I burned the candle at both ends and sometimes in the middle; I had no reason to expect that that would change.

I closed out the school year, cleaned out my classroom, inventoried department materials, attended meetings, and started my summer projects — reading, gardening, lesson planning for the next year, etc.  My pace was slower, but definitely still purposeful.

I’d been doing Zumba a couple of nights a week and running three to five miles, three to five days each week.  I was in decent shape for a fortysomething and anticipated running 5Ks for the foreseeable future.  I used to joke that I would keep running until I won my age group — even if that meant into my eighties.

Somewhere in the middle of all that summer activity, my elbows started to ache — both of them. I already routinely saw a sports medicine doc because of pain I’d had in my hip since my twenties.  He said I probably had tennis elbow. Tennis elbow?  I don’t play tennis, but ok.  Maybe it’s from all the time I spend playing games on my iPad.  No big deal. I kept stepping.

Later that fall I went to see my general practitioner.  I was tired.  So tired.  Maybe I had mono? Or was anemic? I was just dragging!  She ran blood work and reported that I was just perfect — nothing wrong with me at all.

So, why was I still dragging?  And, you know, it wasn’t just my elbows, my hips were really bothering me. And my back. And, now that you mention it, my eyes.

The doctor said I was tired, maybe depressed. And that, my friends, will cost you $35.

That whole fall I felt pretty crappy, so finally, on a hunch, I called the rheumatologist that had treated my daughter for a bizarre, but related, health issue the year before. I described to him my symptoms and he shared my concern.  To make this story a little bit shorter, let me just say that six weeks later I was in his partner’s office.

I’ve written about this a lot in this blog, I know.  If you’ve been following, you know that I’ve had a variety of diagnoses, none of which I am fully comfortable with.  What I tell most people who ask is that I have ‘autoimmune disease’.  I think my doctors say I have psoriasis, fibromyalgia, arthritis, and who knows what else. Whatever. The story is that I get tired — really tired.  I ache most of the time. My eyes and skin periodically ‘flare’ up and make life a little more irritating than usual.

And that, my friends is how I got to this stage in my life of conducting an experiment.  After ten years of working at full throttle, I stopped everything.  I took several months off from everything and have been slowly adding things back in.  My family and I are like a bunch of scientists observing ‘the subject’ — me — and noting changes.  “You seem more tired today; do you think it’s because you took those three extra students last week?”  “I’m having a flare; I think I will need to spend the afternoon in bed.” “You’re walking like you are in pain; have you been exercising?”

This week I am pushing the limits a bit.  I am clocking twenty-four hours at the agency and an additional ten hours of tutoring.  As I add each appointment I brace myself a bit.  Thirty-four hours of direct instruction followed by a whirlwind Friday night trip could put me in bed for all of Sunday, but it might not.  I might be ok.
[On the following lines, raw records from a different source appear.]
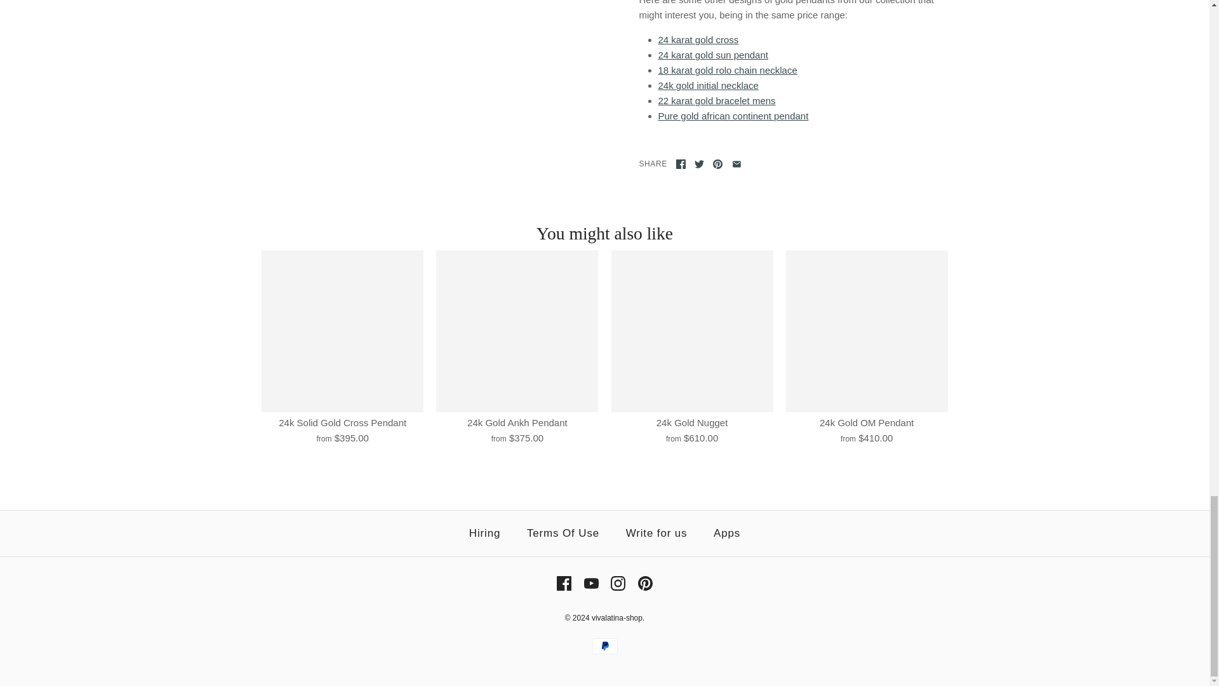 This screenshot has height=686, width=1219. What do you see at coordinates (681, 164) in the screenshot?
I see `Facebook` at bounding box center [681, 164].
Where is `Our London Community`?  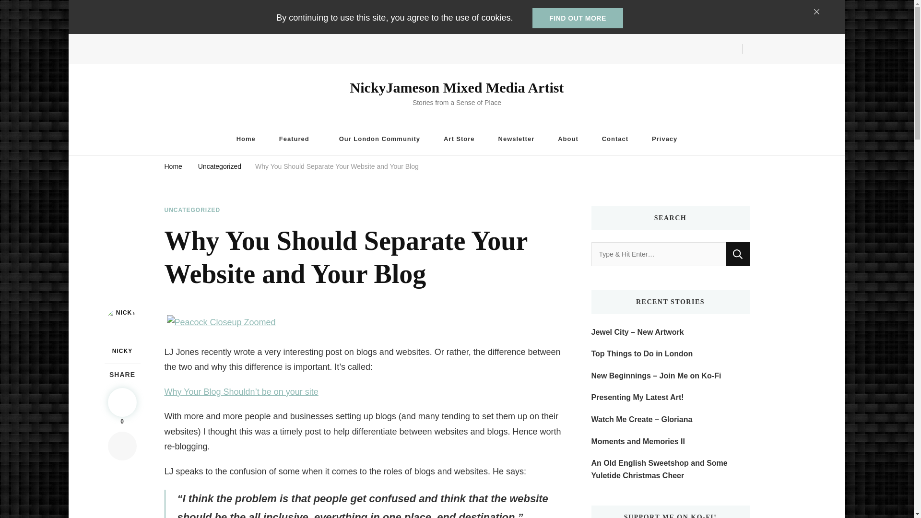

I might actually enjoy it! I’ve gotta take the risk.  I have to know what my new normal is.

For the next two months I will clock over forty hours each week. Each hour will be spent working one-on-one with a student. By the end of those two months I might be exhausted, and I may have a better handle on what kind of pace will work best for me and my family.  I hope so, but for now I gotta get back to my test.

Whatever you do, work heartily, as for the Lord, and not men.